If you haven’t caught John Siracusa’s essay by now, odds are good you aren’t interested. It’s essential reading, though, for anyone trying to connect blogging to serious professional development and not, say, to an abnormally supportive faculty lounge where everyone shares your exuberance and thinks your last post was great.
Like greed, criticism gets a bad rap, especially when it’s presented in large doses. It’s impolite. It’s unnecessarily obsessive. It’s just a bummer. But the truth is, precious little in life gets fixed in the absence of a good understanding of what’s wrong with it to begin with.
Elsewhere, he describes criticism as “a virtuous cycle created through apparent viciousness” which is exactly how I would describe last month’s (very satisfying) Darren-Dan-Jason slide remix.
For my part, after some large missteps and a lot of reconsideration, I am finally comfortable with this blog’s critical stance. It turns out not to be terribly difficult to respect an individual and her serious commitment to teaching while at the same time holding her work up for serious scrutiny. I’d argue, even, that the two are equivalent, that, issues of tact notwithstanding, to offer any less to each other is the real disrespect.
Some may find this abrasive and check out but my remaining commenters, unsurprisingly, are a seriously critical bunch and keep me relentlessly on message, forcing me to justify and rejustify my crackpot pedagogy. And, most days, I’m pretty sure that’s all the professional development I need.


• **Exercise brief**
Reproduce the whole of the data exactly.

(Excerpted data begins)

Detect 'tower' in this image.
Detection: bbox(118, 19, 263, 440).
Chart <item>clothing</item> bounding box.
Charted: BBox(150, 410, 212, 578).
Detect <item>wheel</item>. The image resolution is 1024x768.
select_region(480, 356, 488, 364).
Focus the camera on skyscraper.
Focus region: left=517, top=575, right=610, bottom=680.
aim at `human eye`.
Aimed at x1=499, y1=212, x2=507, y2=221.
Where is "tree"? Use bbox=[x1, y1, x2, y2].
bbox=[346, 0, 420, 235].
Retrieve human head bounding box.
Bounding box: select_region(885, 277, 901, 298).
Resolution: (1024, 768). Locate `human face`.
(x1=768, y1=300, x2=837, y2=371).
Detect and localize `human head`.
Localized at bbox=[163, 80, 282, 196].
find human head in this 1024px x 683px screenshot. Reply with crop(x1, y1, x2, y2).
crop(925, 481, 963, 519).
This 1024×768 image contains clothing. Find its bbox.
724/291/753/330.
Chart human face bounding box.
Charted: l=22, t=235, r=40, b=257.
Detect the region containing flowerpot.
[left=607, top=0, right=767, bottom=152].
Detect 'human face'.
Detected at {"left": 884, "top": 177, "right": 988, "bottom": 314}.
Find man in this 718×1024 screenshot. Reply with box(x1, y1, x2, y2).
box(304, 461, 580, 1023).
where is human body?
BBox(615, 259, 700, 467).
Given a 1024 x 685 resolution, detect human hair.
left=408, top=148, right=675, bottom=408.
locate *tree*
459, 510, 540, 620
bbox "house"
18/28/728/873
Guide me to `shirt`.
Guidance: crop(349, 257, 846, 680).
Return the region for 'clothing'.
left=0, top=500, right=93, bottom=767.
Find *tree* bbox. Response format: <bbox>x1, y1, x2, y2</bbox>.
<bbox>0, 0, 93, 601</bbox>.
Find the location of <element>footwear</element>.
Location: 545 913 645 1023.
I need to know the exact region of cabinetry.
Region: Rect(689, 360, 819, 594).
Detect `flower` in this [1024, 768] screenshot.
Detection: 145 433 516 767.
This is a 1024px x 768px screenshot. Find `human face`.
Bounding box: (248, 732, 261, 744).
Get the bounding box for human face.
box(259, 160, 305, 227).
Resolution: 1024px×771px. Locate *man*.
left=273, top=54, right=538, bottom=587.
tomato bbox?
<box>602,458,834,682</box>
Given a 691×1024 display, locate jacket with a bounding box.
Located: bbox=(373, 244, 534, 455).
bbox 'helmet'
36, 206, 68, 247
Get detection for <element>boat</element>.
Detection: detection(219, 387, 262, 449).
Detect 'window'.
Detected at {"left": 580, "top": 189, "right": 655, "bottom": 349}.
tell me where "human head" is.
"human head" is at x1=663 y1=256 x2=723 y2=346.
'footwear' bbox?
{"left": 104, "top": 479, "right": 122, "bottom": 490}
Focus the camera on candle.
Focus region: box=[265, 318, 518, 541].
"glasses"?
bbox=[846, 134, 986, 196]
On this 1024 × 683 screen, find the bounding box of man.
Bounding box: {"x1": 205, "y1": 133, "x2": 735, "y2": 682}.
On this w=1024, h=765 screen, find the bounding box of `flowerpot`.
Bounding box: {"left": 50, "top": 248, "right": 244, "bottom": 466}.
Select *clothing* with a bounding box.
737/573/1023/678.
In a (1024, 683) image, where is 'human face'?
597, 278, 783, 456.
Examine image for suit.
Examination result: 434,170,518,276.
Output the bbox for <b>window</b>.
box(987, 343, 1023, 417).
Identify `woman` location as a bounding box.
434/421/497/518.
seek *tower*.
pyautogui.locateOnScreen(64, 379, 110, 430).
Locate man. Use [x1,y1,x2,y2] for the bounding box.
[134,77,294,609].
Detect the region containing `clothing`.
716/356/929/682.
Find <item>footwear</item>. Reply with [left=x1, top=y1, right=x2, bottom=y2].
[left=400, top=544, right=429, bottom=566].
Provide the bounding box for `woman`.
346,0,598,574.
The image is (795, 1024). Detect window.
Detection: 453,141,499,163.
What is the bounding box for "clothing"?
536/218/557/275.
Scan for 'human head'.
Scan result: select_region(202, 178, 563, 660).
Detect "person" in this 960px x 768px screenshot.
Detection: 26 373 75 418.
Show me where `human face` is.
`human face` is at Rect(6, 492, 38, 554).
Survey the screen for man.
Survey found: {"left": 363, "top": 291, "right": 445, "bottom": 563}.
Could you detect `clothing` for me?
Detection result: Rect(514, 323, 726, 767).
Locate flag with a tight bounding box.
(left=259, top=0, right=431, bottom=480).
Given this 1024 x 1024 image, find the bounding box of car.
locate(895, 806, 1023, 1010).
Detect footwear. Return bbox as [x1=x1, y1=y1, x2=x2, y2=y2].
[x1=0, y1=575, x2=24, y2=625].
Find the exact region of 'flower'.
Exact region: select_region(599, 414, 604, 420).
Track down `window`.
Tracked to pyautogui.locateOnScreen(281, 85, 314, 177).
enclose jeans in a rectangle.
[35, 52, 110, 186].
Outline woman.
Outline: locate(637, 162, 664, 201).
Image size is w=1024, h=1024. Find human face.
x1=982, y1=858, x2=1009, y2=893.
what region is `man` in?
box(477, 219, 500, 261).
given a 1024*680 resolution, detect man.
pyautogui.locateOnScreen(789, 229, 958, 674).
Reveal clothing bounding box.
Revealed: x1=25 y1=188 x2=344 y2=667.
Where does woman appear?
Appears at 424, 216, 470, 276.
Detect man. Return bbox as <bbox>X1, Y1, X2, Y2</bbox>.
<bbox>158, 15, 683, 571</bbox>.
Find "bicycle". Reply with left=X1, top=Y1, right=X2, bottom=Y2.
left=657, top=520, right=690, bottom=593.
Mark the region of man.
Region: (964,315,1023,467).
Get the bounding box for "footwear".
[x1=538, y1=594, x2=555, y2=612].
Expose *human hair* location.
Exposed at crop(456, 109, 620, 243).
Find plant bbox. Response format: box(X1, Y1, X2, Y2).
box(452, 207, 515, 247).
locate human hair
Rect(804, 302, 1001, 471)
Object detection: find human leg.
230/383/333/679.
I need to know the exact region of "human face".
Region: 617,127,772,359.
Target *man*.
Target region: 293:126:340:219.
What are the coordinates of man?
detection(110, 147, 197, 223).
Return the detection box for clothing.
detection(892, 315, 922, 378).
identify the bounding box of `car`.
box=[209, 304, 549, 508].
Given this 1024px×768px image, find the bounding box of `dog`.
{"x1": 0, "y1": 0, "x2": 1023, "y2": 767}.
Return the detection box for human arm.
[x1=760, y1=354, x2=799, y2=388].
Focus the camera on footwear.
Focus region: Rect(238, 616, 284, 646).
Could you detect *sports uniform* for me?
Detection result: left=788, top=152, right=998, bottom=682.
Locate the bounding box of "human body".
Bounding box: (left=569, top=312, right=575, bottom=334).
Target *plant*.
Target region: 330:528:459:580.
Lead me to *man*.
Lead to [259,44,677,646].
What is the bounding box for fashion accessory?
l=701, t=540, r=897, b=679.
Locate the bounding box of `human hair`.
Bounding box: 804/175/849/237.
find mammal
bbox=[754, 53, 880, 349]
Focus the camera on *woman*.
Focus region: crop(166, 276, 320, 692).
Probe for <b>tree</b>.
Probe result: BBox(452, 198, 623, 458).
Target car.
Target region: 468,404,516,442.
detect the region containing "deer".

(Excerpted data ends)

• **The completed task**
Detect 'tower' in this image.
Detection: bbox(118, 19, 263, 440).
Chart <item>clothing</item> bounding box.
Charted: BBox(150, 410, 212, 578).
Detect <item>wheel</item>. The image resolution is 1024x768.
select_region(480, 356, 488, 364).
Focus the camera on skyscraper.
Focus region: left=517, top=575, right=610, bottom=680.
aim at `human eye`.
Aimed at x1=499, y1=212, x2=507, y2=221.
Where is "tree"? Use bbox=[x1, y1, x2, y2].
bbox=[346, 0, 420, 235].
Retrieve human head bounding box.
Bounding box: select_region(885, 277, 901, 298).
Resolution: (1024, 768). Locate `human face`.
(x1=768, y1=300, x2=837, y2=371).
Detect and localize `human head`.
Localized at bbox=[163, 80, 282, 196].
find human head in this 1024px x 683px screenshot. Reply with crop(x1, y1, x2, y2).
crop(925, 481, 963, 519).
This 1024×768 image contains clothing. Find its bbox.
724/291/753/330.
Chart human face bounding box.
Charted: l=22, t=235, r=40, b=257.
Detect the region containing flowerpot.
[left=607, top=0, right=767, bottom=152].
Detect 'human face'.
Detected at {"left": 884, "top": 177, "right": 988, "bottom": 314}.
Find man in this 718×1024 screenshot. Reply with box(x1, y1, x2, y2).
box(304, 461, 580, 1023).
where is human body?
BBox(615, 259, 700, 467).
Given a 1024 x 685 resolution, detect human hair.
left=408, top=148, right=675, bottom=408.
locate *tree*
459, 510, 540, 620
bbox "house"
18/28/728/873
Guide me to `shirt`.
Guidance: crop(349, 257, 846, 680).
Return the region for 'clothing'.
left=0, top=500, right=93, bottom=767.
Find *tree* bbox. Response format: <bbox>x1, y1, x2, y2</bbox>.
<bbox>0, 0, 93, 601</bbox>.
Find the location of <element>footwear</element>.
Location: 545 913 645 1023.
I need to know the exact region of cabinetry.
Region: Rect(689, 360, 819, 594).
Detect `flower` in this [1024, 768] screenshot.
Detection: 145 433 516 767.
This is a 1024px x 768px screenshot. Find `human face`.
Bounding box: (248, 732, 261, 744).
Get the bounding box for human face.
box(259, 160, 305, 227).
Resolution: 1024px×771px. Locate *man*.
left=273, top=54, right=538, bottom=587.
tomato bbox?
<box>602,458,834,682</box>
Given a 691×1024 display, locate jacket with a bounding box.
Located: bbox=(373, 244, 534, 455).
bbox 'helmet'
36, 206, 68, 247
Get detection for <element>boat</element>.
Detection: detection(219, 387, 262, 449).
Detect 'window'.
Detected at {"left": 580, "top": 189, "right": 655, "bottom": 349}.
tell me where "human head" is.
"human head" is at x1=663 y1=256 x2=723 y2=346.
'footwear' bbox?
{"left": 104, "top": 479, "right": 122, "bottom": 490}
Focus the camera on candle.
Focus region: box=[265, 318, 518, 541].
"glasses"?
bbox=[846, 134, 986, 196]
On this 1024 × 683 screen, find the bounding box of man.
Bounding box: {"x1": 205, "y1": 133, "x2": 735, "y2": 682}.
On this w=1024, h=765 screen, find the bounding box of `flowerpot`.
Bounding box: {"left": 50, "top": 248, "right": 244, "bottom": 466}.
Select *clothing* with a bounding box.
737/573/1023/678.
In a (1024, 683) image, where is 'human face'?
597, 278, 783, 456.
Examine image for suit.
Examination result: 434,170,518,276.
Output the bbox for <b>window</b>.
box(987, 343, 1023, 417).
Identify `woman` location as a bounding box.
434/421/497/518.
seek *tower*.
pyautogui.locateOnScreen(64, 379, 110, 430).
Locate man. Use [x1,y1,x2,y2] for the bounding box.
[134,77,294,609].
Detect the region containing `clothing`.
716/356/929/682.
Find <item>footwear</item>. Reply with [left=x1, top=y1, right=x2, bottom=y2].
[left=400, top=544, right=429, bottom=566].
Provide the bounding box for `woman`.
346,0,598,574.
The image is (795, 1024). Detect window.
Detection: 453,141,499,163.
What is the bounding box for "clothing"?
536/218/557/275.
Scan for 'human head'.
Scan result: select_region(202, 178, 563, 660).
Detect "person" in this 960px x 768px screenshot.
Detection: 26 373 75 418.
Show me where `human face` is.
`human face` is at Rect(6, 492, 38, 554).
Survey the screen for man.
Survey found: {"left": 363, "top": 291, "right": 445, "bottom": 563}.
Could you detect `clothing` for me?
Detection result: Rect(514, 323, 726, 767).
Locate flag with a tight bounding box.
(left=259, top=0, right=431, bottom=480).
Given this 1024 x 1024 image, find the bounding box of car.
locate(895, 806, 1023, 1010).
Detect footwear. Return bbox as [x1=x1, y1=y1, x2=x2, y2=y2].
[x1=0, y1=575, x2=24, y2=625].
Find the exact region of 'flower'.
Exact region: select_region(599, 414, 604, 420).
Track down `window`.
Tracked to pyautogui.locateOnScreen(281, 85, 314, 177).
enclose jeans in a rectangle.
[35, 52, 110, 186].
Outline woman.
Outline: locate(637, 162, 664, 201).
Image size is w=1024, h=1024. Find human face.
x1=982, y1=858, x2=1009, y2=893.
what region is `man` in?
box(477, 219, 500, 261).
given a 1024*680 resolution, detect man.
pyautogui.locateOnScreen(789, 229, 958, 674).
Reveal clothing bounding box.
Revealed: x1=25 y1=188 x2=344 y2=667.
Where does woman appear?
Appears at 424, 216, 470, 276.
Detect man. Return bbox as <bbox>X1, Y1, X2, Y2</bbox>.
<bbox>158, 15, 683, 571</bbox>.
Find "bicycle". Reply with left=X1, top=Y1, right=X2, bottom=Y2.
left=657, top=520, right=690, bottom=593.
Mark the region of man.
Region: (964,315,1023,467).
Get the bounding box for "footwear".
[x1=538, y1=594, x2=555, y2=612].
Expose *human hair* location.
Exposed at crop(456, 109, 620, 243).
Find plant bbox. Response format: box(X1, Y1, X2, Y2).
box(452, 207, 515, 247).
locate human hair
Rect(804, 302, 1001, 471)
Object detection: find human leg.
230/383/333/679.
I need to know the exact region of "human face".
Region: 617,127,772,359.
Target *man*.
Target region: 293:126:340:219.
What are the coordinates of man?
detection(110, 147, 197, 223).
Return the detection box for clothing.
detection(892, 315, 922, 378).
identify the bounding box of `car`.
box=[209, 304, 549, 508].
Given this 1024px×768px image, find the bounding box of `dog`.
{"x1": 0, "y1": 0, "x2": 1023, "y2": 767}.
Return the detection box for human arm.
[x1=760, y1=354, x2=799, y2=388].
Focus the camera on footwear.
Focus region: Rect(238, 616, 284, 646).
Could you detect *sports uniform* for me?
Detection result: left=788, top=152, right=998, bottom=682.
Locate the bounding box of "human body".
Bounding box: (left=569, top=312, right=575, bottom=334).
Target *plant*.
Target region: 330:528:459:580.
Lead me to *man*.
Lead to [259,44,677,646].
What is the bounding box for fashion accessory?
l=701, t=540, r=897, b=679.
Locate the bounding box of `human hair`.
Bounding box: 804/175/849/237.
find mammal
bbox=[754, 53, 880, 349]
Focus the camera on *woman*.
Focus region: crop(166, 276, 320, 692).
Probe for <b>tree</b>.
Probe result: BBox(452, 198, 623, 458).
Target car.
Target region: 468,404,516,442.
detect the region containing "deer".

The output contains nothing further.